British Airways owner International Consolidated Airlines Group PLC (LON:IAG), Ryanair Holdings PLC (LON:RYA), and Wizz Air Holdings PLC (LON:WIZZ) will soar as demand outstrips supply on Europe’s airlines next summer, Deutsche Bank predicts
The German investment bank ranked the three as its “most preferred” European airlines, upgrading budget flier Ryanair to ‘buy’, and maintaining the recommendation for IAG and Wizz.
“We see upside risk on intra-European pricing, thanks to demand outstripping supply in Summer 2020,” said the Deutsche analysts, adding that this would be particularly useful for low-cost carriers like Ryanair.

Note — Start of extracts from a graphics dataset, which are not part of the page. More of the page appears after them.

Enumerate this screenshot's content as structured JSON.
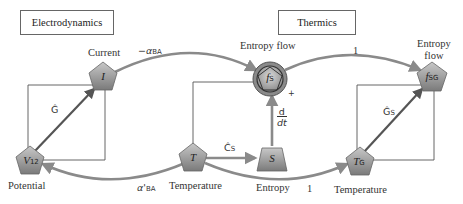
{
  "domains": {
    "left": "Electrodynamics",
    "right": "Thermics"
  },
  "nodes": {
    "current": {
      "symbol": "I",
      "label": "Current"
    },
    "potential": {
      "symbol": "V",
      "sub": "12",
      "label": "Potential"
    },
    "temperature": {
      "symbol": "T",
      "label": "Temperature"
    },
    "entropy": {
      "symbol": "S",
      "label": "Entropy"
    },
    "entropy_flow": {
      "symbol": "f",
      "sub": "S",
      "label": "Entropy flow"
    },
    "entropy_flow_sg": {
      "symbol": "f",
      "sub": "SG",
      "label_line1": "Entropy",
      "label_line2": "flow"
    },
    "temperature_g": {
      "symbol": "T",
      "sub": "G",
      "label": "Temperature"
    }
  },
  "edges": {
    "current_to_fs": {
      "coef": "−α",
      "sub": "BA"
    },
    "fs_to_fsg": {
      "coef": "1"
    },
    "temp_to_potential": {
      "coef": "α'",
      "sub": "BA"
    },
    "temp_to_tg": {
      "coef": "1"
    },
    "g_hat": {
      "coef": "Ĝ"
    },
    "gs_hat": {
      "coef": "Ĝ",
      "sub": "S"
    },
    "cs_hat": {
      "coef": "Ĉ",
      "sub": "S"
    },
    "ddt_num": "d",
    "ddt_den": "dt",
    "plus": "+"
  },
  "colors": {
    "arrow": "#8a8a8a",
    "node_fill": "#9c9c9c",
    "line": "#555555"
  }
}
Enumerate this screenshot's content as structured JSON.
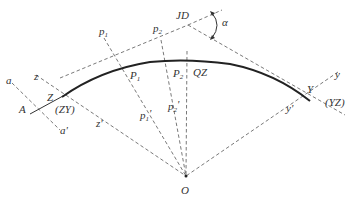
{
  "diagram": {
    "type": "circular-curve-geometry",
    "labels": {
      "JD": "JD",
      "alpha": "α",
      "p1_top": "p",
      "p1_top_sub": "1",
      "p2_top": "p",
      "p2_top_sub": "2",
      "P1": "P",
      "P1_sub": "1",
      "P2": "P",
      "P2_sub": "2",
      "QZ": "QZ",
      "Y": "Y",
      "y_top": "y",
      "YZ": "(YZ)",
      "y_prime": "y'",
      "a": "a",
      "z": "z",
      "Z": "Z",
      "A": "A",
      "ZY": "(ZY)",
      "a_prime": "a'",
      "z_prime": "z'",
      "p1_prime": "p",
      "p1_prime_sub": "1",
      "p2_prime": "p",
      "p2_prime_sub": "2",
      "O": "O"
    },
    "colors": {
      "curve": "#222222",
      "dashed": "#6a6a6a",
      "text": "#333333"
    }
  }
}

The last year saw a low single-digit rise in demand, and as for next year, airlines have been guiding cautiously on passenger capacity for 2020, in particular Ryanair due to delays from the grounding of the Boeing 737MAX.
“It wouldn't be unreasonable to expect almost 4% in airline demand (RPK) growth,” they said, concluding “as a result, we see 2020 as a year in which intra-European demand for air travel might more materially outstrip supply, resulting in upside surprise on pricing”.
Deutsche said that while it doesn’t expect the airlines as a group to materially re-rate next year, IAG, may look up “if Brexit clarity emerges & ownership issues get resolved”, as would Wizz, “if the market more appropriately prices its better quality growth”.
Furthermore, the investment bank noted that over the last four months, European airline share prices have already moved to price some of this in, rising 30%.
Shares notched up more gains in mid-morning trading on Thursday, led by a 2% rise to 557.2p for IAG, as well as a 1% increase to 3,886p at Wizz and 1% hike to 14.2p at Ryanair.